The starting point is perhaps to understand the stark differences in dynamics between manufacturing and services from a macroeconomic perspective. Last week, I featured the debate on Baumol’s cost disease which concludes rising service costs produces premiums that are needed to attract a crowd of investments, talent and customers to sustain service sector expansion. In contrast, manufacturing sector expansion is sustained by driving costs down to expand the consumer market.

Thus, there is a policy tension from the incompatibility between low-price manufacturing and high-cost services. This tension manifests in several policy areas. For example, countries can enhance their manufacturing export competitiveness through a weak currency and the use of low-cost labour (including immigrants). But this may backfire in a service economy where a strong currency is needed to cushion the deleterious effect of rising service costs. In a services economy, stagnating nominal wages combined with rising support costs can have harmful effects on small businesses, the consequences of income inequality and on the overall economy.

I am generalising a bit here but it is worthwhile observing that supply reactions to price falls may vary between the manufacturing and services sectors. In the mass market, when prices fall, manufacturers may react by increasing rather than decreasing output because (due to sunk costs) it is too expensive to allow a plant to idle.
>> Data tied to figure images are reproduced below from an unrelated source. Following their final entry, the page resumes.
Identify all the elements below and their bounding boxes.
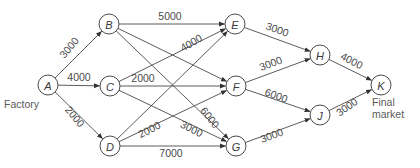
node-g: G <box>226 136 246 156</box>
node-e: E <box>225 14 245 34</box>
edge-label-b-e: 5000 <box>158 10 182 22</box>
edge-label-d-g: 7000 <box>159 147 183 159</box>
edge-label-c-e: 4000 <box>178 31 204 53</box>
node-b: B <box>99 14 119 34</box>
supply-chain-network-diagram: 3000400020005000600040002000300020007000… <box>0 0 420 168</box>
node-label: J <box>316 110 323 122</box>
node-label: D <box>106 141 114 153</box>
node-d: D <box>100 136 120 156</box>
node-label: C <box>106 81 114 93</box>
edge-label-d-f: 2000 <box>136 119 162 140</box>
edge-label-a-d: 2000 <box>63 104 87 130</box>
edge-label-h-k: 4000 <box>339 50 365 72</box>
node-k: K <box>371 75 391 95</box>
node-h: H <box>310 45 330 65</box>
edge-label-c-f: 2000 <box>131 72 155 84</box>
node-label: B <box>105 19 112 31</box>
node-a: A <box>38 75 58 95</box>
factory-caption: Factory <box>4 98 40 110</box>
node-label: G <box>232 141 241 153</box>
edge-label-j-k: 3000 <box>334 95 360 118</box>
node-f: F <box>226 76 246 96</box>
final-market-caption-line2: market <box>372 108 404 120</box>
node-label: E <box>231 19 239 31</box>
final-market-caption-line1: Final <box>372 96 395 108</box>
node-c: C <box>100 76 120 96</box>
edge-label-g-j: 3000 <box>259 126 285 145</box>
edge-a-c-arrow <box>58 85 100 86</box>
node-label: K <box>377 80 385 92</box>
edge-label-f-j: 6000 <box>263 86 289 105</box>
nodes-layer: ABCDEFGHJK <box>38 14 391 156</box>
node-label: A <box>43 80 51 92</box>
node-j: J <box>310 105 330 125</box>
edge-label-a-c: 4000 <box>67 71 91 83</box>
node-label: H <box>316 50 324 62</box>
edge-label-a-b: 3000 <box>57 35 81 61</box>
edge-label-c-g: 3000 <box>179 118 205 139</box>
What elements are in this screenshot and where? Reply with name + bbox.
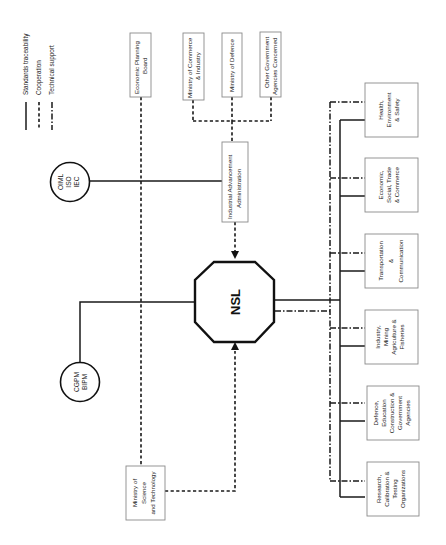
economic-planning-board-line-1: Economic Planning	[133, 40, 140, 94]
svg-text:Industry,: Industry,	[374, 325, 381, 349]
legend: Standards traceability Cooperation Techn…	[22, 33, 56, 130]
sector-box-industry: Industry, Mining Agriculture & Fisheries	[365, 310, 418, 364]
ministry-science-line-2: Science	[140, 481, 147, 504]
svg-text:Fisheries: Fisheries	[398, 324, 405, 349]
iec-label: IEC	[73, 176, 80, 187]
ministry-commerce-line-2: & Industry	[194, 51, 201, 80]
ministry-science-box: Ministry of Science and Technology	[126, 466, 165, 520]
sector-box-health: Health, Environment & Safety	[365, 83, 418, 137]
nsl-octagon: NSL	[195, 262, 274, 342]
svg-text:Construction &: Construction &	[388, 392, 395, 433]
svg-text:& Safety: & Safety	[393, 97, 400, 121]
svg-text:Testing: Testing	[391, 479, 398, 499]
sector-box-transportation: Transportation & Communication	[365, 234, 418, 288]
cgpm-bipm-circle: CGPM BIPM	[61, 363, 100, 402]
svg-text:Agriculture &: Agriculture &	[390, 318, 397, 354]
ministry-defence-box: Ministry of Defence	[222, 33, 242, 97]
svg-text:Transportation: Transportation	[377, 241, 384, 281]
other-agencies-line-2: Agencies Concerned	[271, 37, 278, 95]
legend-label-technical-support: Technical support	[48, 45, 56, 95]
svg-text:Education: Education	[380, 399, 387, 427]
svg-text:Organizations: Organizations	[399, 470, 406, 508]
bipm-label: BIPM	[81, 374, 88, 390]
oiml-iso-iec-circle: OIML ISO IEC	[51, 163, 90, 202]
nsl-organization-diagram: Standards traceability Cooperation Techn…	[0, 0, 446, 545]
svg-text:Communication: Communication	[397, 239, 404, 283]
other-agencies-line-1: Other Government	[263, 36, 270, 88]
nsl-label: NSL	[228, 289, 243, 315]
svg-text:Government: Government	[396, 396, 403, 430]
oiml-label: OIML	[57, 174, 64, 190]
industrial-advancement-box: Industrial Advancement Administration	[222, 142, 248, 222]
svg-text:Environment: Environment	[385, 92, 392, 127]
svg-text:Health,: Health,	[377, 100, 384, 120]
svg-text:Agencies: Agencies	[404, 400, 411, 425]
industrial-advancement-line-1: Industrial Advancement	[226, 154, 233, 219]
sector-box-economic: Economic, Social, Trade & Commerce	[365, 158, 418, 212]
ministry-commerce-line-1: Ministry of Commerce	[186, 37, 193, 98]
svg-text:Defence,: Defence,	[372, 400, 379, 425]
ministry-science-line-1: Ministry of	[131, 479, 138, 507]
cgpm-label: CGPM	[73, 372, 80, 392]
ministry-defence-line-1: Ministry of Defence	[228, 38, 235, 92]
sector-box-defence: Defence, Education Construction & Govern…	[367, 386, 419, 440]
svg-text:& Commerce: & Commerce	[393, 166, 400, 203]
industrial-advancement-line-2: Administration	[235, 168, 242, 208]
other-agencies-box: Other Government Agencies Concerned	[260, 32, 281, 97]
svg-text:Economic,: Economic,	[377, 170, 384, 199]
svg-text:Research,: Research,	[375, 475, 382, 503]
ministry-commerce-box: Ministry of Commerce & Industry	[183, 33, 204, 100]
economic-planning-board-line-2: Board	[141, 57, 148, 74]
economic-planning-board-box: Economic Planning Board	[130, 33, 151, 97]
ministry-science-line-3: and Technology	[149, 470, 156, 514]
svg-text:Calibration &: Calibration &	[383, 470, 390, 506]
sector-box-research: Research, Calibration & Testing Organiza…	[367, 462, 419, 516]
iso-label: ISO	[65, 176, 72, 187]
legend-label-cooperation: Cooperation	[35, 60, 43, 95]
svg-text:Mining: Mining	[382, 327, 389, 346]
legend-label-traceability: Standards traceability	[22, 33, 30, 95]
svg-text:Social, Trade: Social, Trade	[385, 166, 392, 203]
In a services economy, labour may respond by rationing supply when wages fall. This may occur due to a variety of reasons such as the wage may be lower than the costs of going to work or due to work preferences relative to prices. A journalist may be willing to supply high quality articles at a certain price but would much rather do something else if the price falls. Thus, labour supply is perhaps more susceptible to rationing effects in the services economy.[1]

More broadly, some of the concepts used to guide policy-making in manufacturing are irrelevant in services. In the manufacturing sector, one of the most used concepts is productivity, usually defined as a ratio of output from inputs. Productivity provides critical insights into an economy’s cost efficiency but these insights loses relevance when manufacturing costs dwindle to a small percentage of GDP.

At the macroeconomic level, profits from asset price gains cannot be aggregated comfortably into a productivity framework that caters to physical output. In this regard, there is a decoupling of the relationship between physical output and labour wages with productivity gains ending up as profits rather than wages. This may explain why profit share of GDP tends to rise in tandem with service sector expansion and rising financialisation.

The irrelevance of the productivity framework may reflect that the influence of manufacturing is diminishing because the production question may have been largely solved. Higher output is desired but only because it creates jobs and income. Hence, a key aspect of the transition from manufacturing to services is that the growth drivers switch from production to demand or consumption.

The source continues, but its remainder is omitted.